Anyway, I don't want to spend much time on plot, but I love how humanistic the novel is. It really does provide a redemption for Columbus---Columbus and, by implication, all of us. Card, at his best, understands people in a deep and holy way. He sees the villains and finds their moral core. In a way, this redeeming of one of history's great villains, is the task he's set himself in, say, the Ender books or any of his finest fictions.

Anyway, in recent weeks, Eugene England's review of Pastwatch has been getting play in my circles as one of the great works of criticism in Mormon letters. So I'm going to go check it out now, then return and report.

(Link, so you may do the same, if you wish.)

Okay. Yeah. That was really good. As one might expect, Gene took my vague inchoate thoughts and assembled them into something coherent and reasonable.

Also, now I feel called to spend more time with Spencer W. Kimball. Every time I bump into him, I think he might be even better than I had previously thought.

Love and sacrifice are the way to make a world.
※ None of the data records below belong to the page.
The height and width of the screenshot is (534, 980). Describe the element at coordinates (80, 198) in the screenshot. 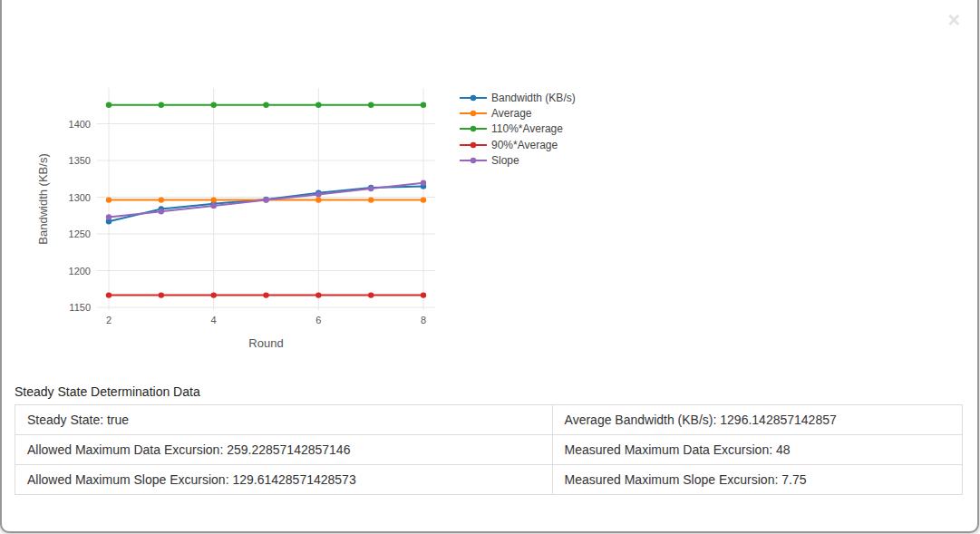

I see `y-tick-label: 1300` at that location.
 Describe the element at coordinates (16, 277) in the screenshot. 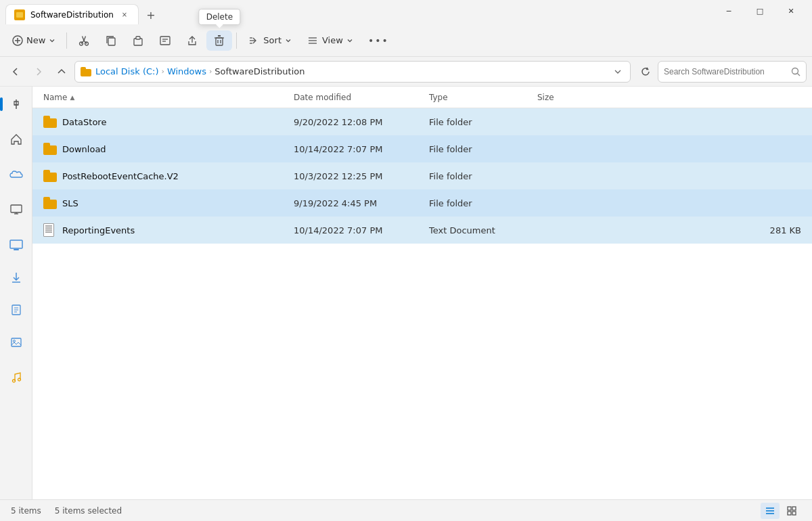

maybe ten months maybe more


056) American Cult edited by Robyn Chapman, finished on June 12

For some reason, the pandemic led to me supporting a lot (a lot) of comics projects on Kickstarter. This is the first to arrive and it was a great read. Short nonfiction comics about a variety of American cults from Oneida to the Branch Davidians and a bunch of stops before and after and in-between.

Some of the stories are pure research (no one alive remembers Johannes Kelpius) and some are born of personal experience. Something I was happily surprised by is that most of the stories make a real attempt to treat the cultists---both leaders and followers---as fully human. The stories aim for sympathy and understanding and I think all but one were mostly (even entirely) successful.

As you might expect, many of the stories are filled with sex and violence. Some treat it more directly and some let it linger between panels, but cult life is life exploded into largeness while confined in darkness. That conflict makes even the most academic stories sparkle with tension.